Something that I have become more and more aware of is how much my own images influence where my work heads. As a younger photographer, I often used other people's images as inspiration, working with an idea they had and molding it into my own. Now however, what is far more common is making an image, and then a day, a week or a month later, making a second image that takes the same basic elements of the first images, and pushes them further. I suspect this has always happened in my work but I have been increasingly conscious of it in the past year or so.
|
8"x10" film |
When Miranda showed me the corner of her room she had cleared for us
to work in, I immediately thought of an image I'd made a month earlier
with Kylie, standing against a bare wall. When I'd framed up that
composition, I'd worried a little that the figure would seem to small in
the image and be lost to the emptiness around it. To the contrary, that
image turned out to be one of my favorites and as soon as I saw the
white bed, pillows, walls and ceiling, I immediately sought out
compositions that would take advantage of the same sense of open space
that worked so well with Kylie.
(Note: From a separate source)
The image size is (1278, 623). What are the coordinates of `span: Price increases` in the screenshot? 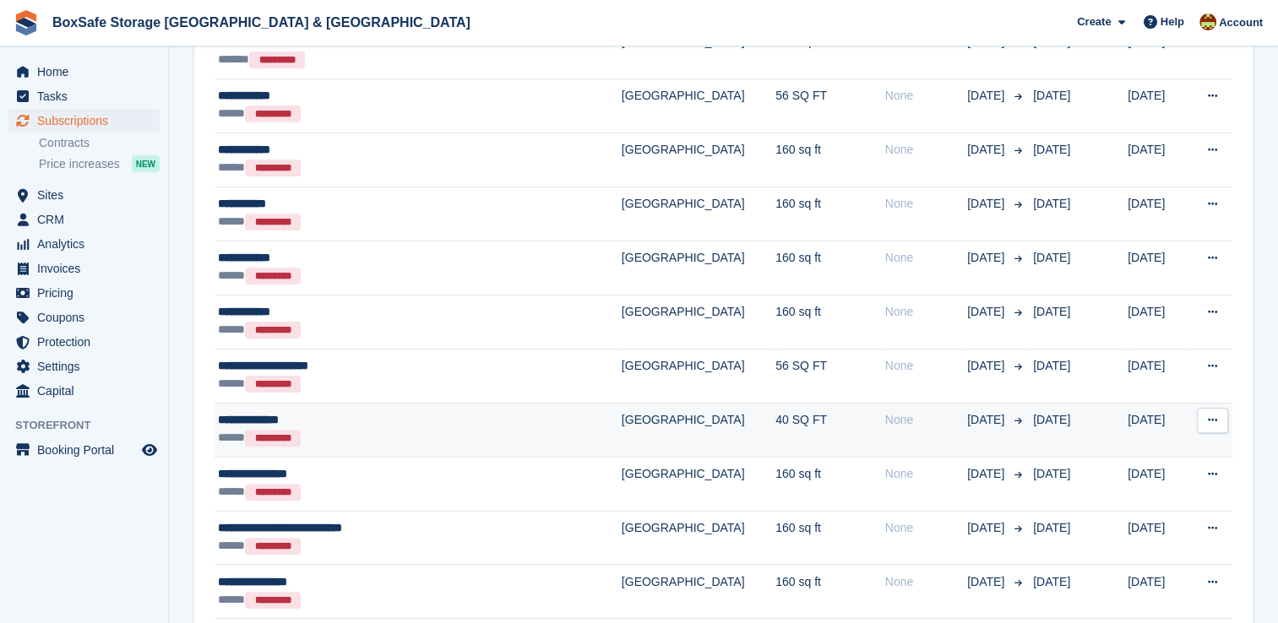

The end result was a very different
image for me in that it relies upon delicate white tones as opposed to
dark shadows to describe the space, but it still has the "small figure
in a large room" feeling that was so surprising with the initial image.
|
8"x10" film |
In
contrast to our work in Moncton, the indoor session with Miranda in
Halifax was wholly back to my tradition of working with available light.
Lit by a single pair of windows, much of the bed was in a soft shadow,
which made it very different to work with from the white sheets I
usually employ. For most of the images, as opposed to shooting into the
light, I worked beside the window, with the light flooding across the
bed - in contrast, when I work with white sheets, I shoot directly
towards the light, using the back-lighting to provide edge lighting to
the Nude.
|
Digital original |
Miranda and I worked through much of the afternoon, with the session drawing to a close only when the setting sun stopped striking the room windows directly (because we were working to the side of the window, when this happened, the light level dropped dramatically). I was pleasantly surprised with the mix of 8"x10" work, and digital images; usually indoor images tend to focus on one or the other but with the even light, I was able to rate the HP5+ film I use in the view camera at 800 ISO, giving me a little speed with which to work (as the contrast of light goes down, with black and white film you can increase the effective ISO, and compensate for the speed increase in the darkroom - with a digital camera, unfortunately it doesn't work the same way). When I'd first seen the space in which we were going to work, I had thought it would be a totally digital session...much to my surprise it was much more balanced between the two camera formats.
No comments:
Post a Comment
Feel free to make a comment, or ask questions!